Earlier in the hearing, former Democratic National Committee finance
chair Beth Dozoretz appeared briefly before the committee. Connecticut
Republican Christopher Shays read to her from a January 10, 2001
e-mail from an associate of Rich's to Quinn. "DR [Rich's former
wife Denise] called from Aspen," the e-mail began. "Her friend B
[Dozoretz] who is with her got a call today from potus
who said he was impressed by JQ's [Quinn's] last letter and
that he wants to do it and is doing all possible to turn around
the WH counsels."
Shays asked Dozoretz why she discussed the Rich case with the president.

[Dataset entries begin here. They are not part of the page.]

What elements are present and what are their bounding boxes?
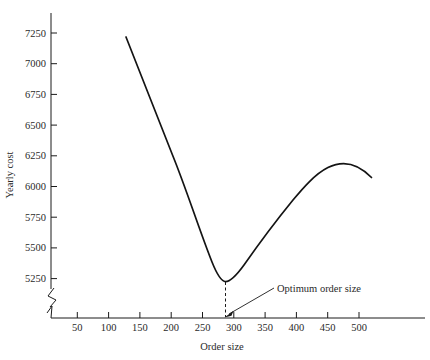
- y-axis-title: Yearly cost: [4, 151, 15, 198]
- y-tick-label: 6500: [25, 120, 46, 131]
- y-tick-label: 6250: [25, 150, 46, 161]
- x-tick-label: 350: [257, 322, 273, 333]
- y-tick-label: 5750: [25, 212, 46, 223]
- eoq-cost-chart: 7250 7000 6750 6500 6250 6000 5750 5500 …: [0, 0, 430, 360]
- chart-page: 7250 7000 6750 6500 6250 6000 5750 5500 …: [0, 0, 430, 360]
- annotation-leader-line: [229, 288, 274, 314]
- x-tick-label: 200: [163, 322, 179, 333]
- y-tick-label: 6750: [25, 89, 46, 100]
- x-tick-group: 50 100 150 200 250 300 350 400 450 500: [72, 312, 367, 333]
- y-tick-label: 5500: [25, 242, 46, 253]
- y-tick-label: 7250: [25, 28, 46, 39]
- x-tick-label: 450: [320, 322, 336, 333]
- x-axis-title: Order size: [200, 341, 244, 352]
- optimum-order-size-label: Optimum order size: [277, 283, 361, 294]
- y-tick-label: 6000: [25, 181, 46, 192]
- x-tick-label: 400: [289, 322, 305, 333]
- y-tick-group: 7250 7000 6750 6500 6250 6000 5750 5500 …: [25, 28, 57, 285]
- x-tick-label: 250: [195, 322, 211, 333]
- x-tick-label: 100: [101, 322, 117, 333]
- y-tick-label: 7000: [25, 58, 46, 69]
- optimum-annotation: Optimum order size: [225, 283, 362, 318]
- yearly-cost-curve: [126, 37, 372, 282]
- x-tick-label: 150: [132, 322, 148, 333]
- x-tick-label: 300: [226, 322, 242, 333]
- x-tick-label: 500: [351, 322, 367, 333]
- x-axis-break-icon: [47, 306, 52, 318]
- axis-group: [47, 13, 425, 318]
- y-axis-break-icon: [48, 288, 56, 307]
- y-tick-label: 5250: [25, 273, 46, 284]
- x-tick-label: 50: [72, 322, 83, 333]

"Upon the advice of my counsel, I respectfully decline to answer
that question," Dozoretz said, citing her Fifth Amendment right
against self-incrimination. Shays asked whether she would refuse
to answer all questions on those grounds. She said yes.
Georgia
Republican Bob Barr asked Dozoretz whether she would at least tell
the committee whether she intends to cooperate with the criminal
investigation being conducted by federal prosecutors in New York.
She declined to answer that, too.
On
another topic, the committee released information casting doubt
on one of Quinn's main arguments in favor of the Rich pardon. On
February 8, Quinn testified that he was frustrated at the "intransigence"
of federal prosecutors in New York who, Quinn said, were unwilling
to discuss the case with Rich. Quinn also testified that the prosecutors'
use of RICO, the racketeering statute, was the "sledgehammer" that
resulted in Rich's decision not to return to the United States to
face charges.
Now it appears that prosecutors were not as inflexible as Quinn
contended. In his opening statement, committee chairman Dan Burton
announced that in 1999 the government offered to drop the RICO charges
against Rich if he would return to the U.S. to face trial. E-mails
between members of the Rich team indicate that prosecutors also
agreed to set a bail for Rich in advance so he would not have to
worry about being incarcerated before trial. Rich refused the government's
offer.
The committee also released information suggesting that the campaign
to win a pardon for Rich began significantly earlier than was previously
known. The idea was referred to in a February 10, 2000 e-mail from
Avner Azulay, one of Rich's top advisers to Robert Fink, the New
York lawyer. The e-mail discussed strategies to follow in the case
and concluded, "The present impasse leaves us with only one other
option: the unconventional approach which has not yet been tried
and which I have been proposing all along." That "unconventional
approach" was apparently the pardon initiative.
The next month, on March 18, 2000, Azulay again e-mailed Fink. "We
are reverting to the idea discussed with Abe [Anti-Defamation League
head Abraham Foxman]," the e-mail said, "which is to send DR [Denise
Rich] on a 'personal' mission to NO1. with a well-prepared script."
Congressional investigators believe "NO1." refers to the president.
Quinn testified that he had no recollection of any such discussion,
but he did not rule out the idea of early pardon discussions. "It
is entirely possible that...everyone of us involved in this thought
out loud with each other," Quinn testified. "It is possible that
we were involved in a conversation where someone said, 'You know,
we're going to have to try a pardon one of these days.'"
Finally, committee lawyers are preparing to examine the donor records
of the Clinton library. On Wednesday, Burton's lawyers saw a list
of approximately 150 people and companies who have given or pledged
at least $5,000 to the library. The next step, which will take place
on Friday, will be for them to see the amounts of those donations
and the dates they were given.
Because of their long and painstakingly detailed investigation of
the campaign finance scandal, experts on Burton's staff are familiar
with the names of most people who have given large sums of money
to the Democratic party and Clinton-related causes over the years.
Congressional sources say there are some unfamiliar names on the
library donor list. Investigators will want to find out who those
people are and whether they gave their own money to the library.